Seminaries and former seminaries have been on this list a lot, mostly smaller and often Catholic schools whose base is shrinking.
Now comes word from a juggernaut:
Liberty laid of a dozen Divinity faculty due to declining of enrollment. The resident numbers went from 1,078  in 2015 to 992 in 2018. The online program 19,727 to 13,688.  I don't know the student:faculty ratio they aim for in the online program. It is still huge.

kaysixteen

Sorry to hear this about Elizabethtown, a unique niche institution that also has a very strong and useful research center, again probably close to unique for the study of Anabaptist and Pietist groups, the home of the inestimable Donald Kraybill.

polly_mer

St. Joseph School of Nursing in Providence, RI just closed last week with no notice (https://turnto10.com/news/local/st-joseph-school-of-nursing-closes-after-117-years) and clearly no plan.

The union president states:
Quote
"Faculty were told yesterday at 2 p.m. it was their last day," Blais said. "Pack up their offices, leave badges, leave keys, go home."

insidehighered.com links to a Facebook announcement that's no longer available (https://www.insidehighered.com/quicktakes/2019/06/24/small-nursing-college-closes).  The only notice I can find on the college's webpage is a terse note in news that transcripts will be available during the summer (http://www.nursingri.com/news-and-events/post/attention-students1).

Other institutions that closed, even abruptly, tended to post a notice on their front page and take down the application forms for students and employment.  I wonder when St. Joseph School of Nursing will manage that.
Quote from: hmaria1609 on June 27, 2019, 07:07:43 PM
Do whatever you want--I'm just the background dancer in your show!

Trogdor

the St. Joseph's facebook announcement was available when I clicked on it.
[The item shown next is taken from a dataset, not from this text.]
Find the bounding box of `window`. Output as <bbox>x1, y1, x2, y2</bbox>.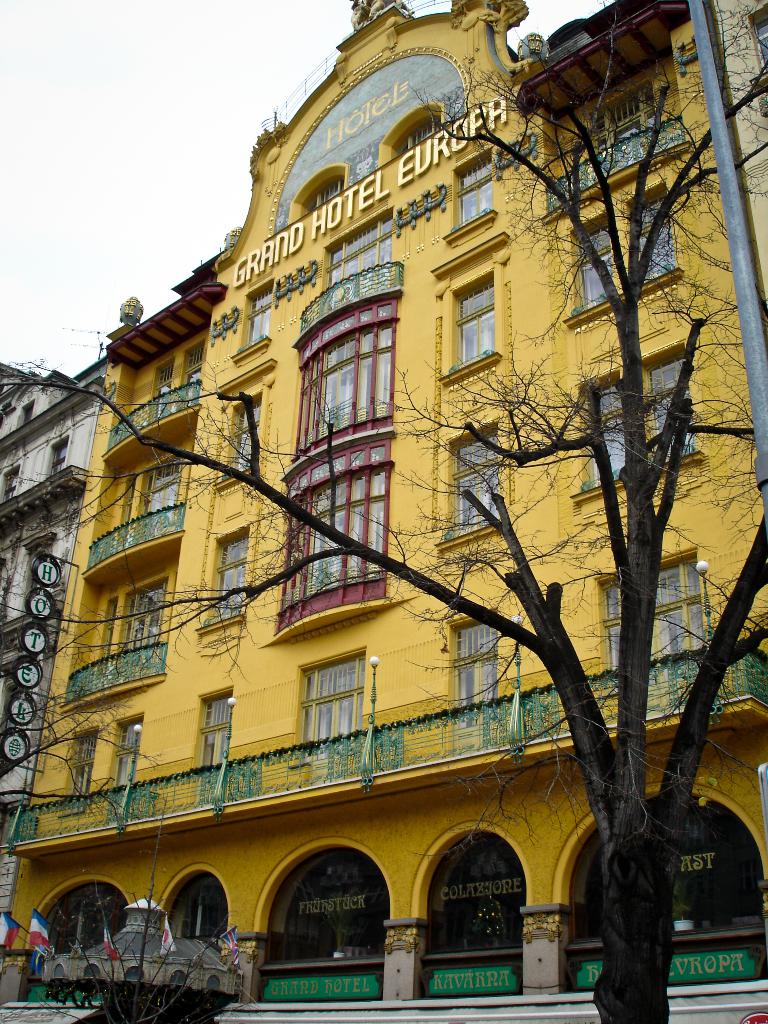
<bbox>148, 355, 176, 416</bbox>.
The most heartbreaking part is the comments. They were cashing people's checks for application fees and deposits right up until the day they announced the closing, and now nobody is answering the phones. As one commenter suggests, cashing people's deposit checks when you know the place is closing is probably fraud.

If they don't get refunds, I'd be shocked if some of these closings don't result in lawsuits or prosecution.

spork

This seems to be a purely corporate decision -- shut down a "non-performing" unit within the hospital. I would not be surprised if it's tied to personnel cuts and/or the contract with the union that represents nurses on staff.
It's terrible writing, used to obfuscate the fact that the authors actually have nothing to say.

apl68

No article to link to because it's behind a paywall, but Henderson State University in Arkansas has announced a hiring freeze.  Enrollment has been down in recent years, tuition discounts are up, and they apparently still owe millions of dollars on all that new construction they did some years back.  It's sad to see them having problems like this.
And you will cry out on that day because of the king you have chosen for yourselves, and the Lord will not hear you on that day.

spork

Here ya go: https://www.arkansasonline.com/news/2019/jun/26/henderson-state-freezes-hiring-in-face-/.

The school holds $10 million in unpaid student debt? What the hell? Are they letting students attend without paying tuition?
It's terrible writing, used to obfuscate the fact that the authors actually have nothing to say.

magnemite

may you ride eternal, shiny and chrome

Trogdor

Quote from: spork on June 26, 2019, 01:35:16 PM

The school holds $10 million in unpaid student debt? What the hell? Are they letting students attend without paying tuition?

I think they must be directly lending money to students, who are unable to pay it back.

spork

Quote from: Trogdor on June 26, 2019, 05:00:41 PM
Quote from: spork on June 26, 2019, 01:35:16 PM

The school holds $10 million in unpaid student debt? What the hell? Are they letting students attend without paying tuition?

I think they must be directly lending money to students, who are unable to pay it back.

I doubt the University of Arkansas system allows Henderson State to operate as if it were a corrupt Third World dictatorship in need of an IMF bailout.
It's terrible writing, used to obfuscate the fact that the authors actually have nothing to say.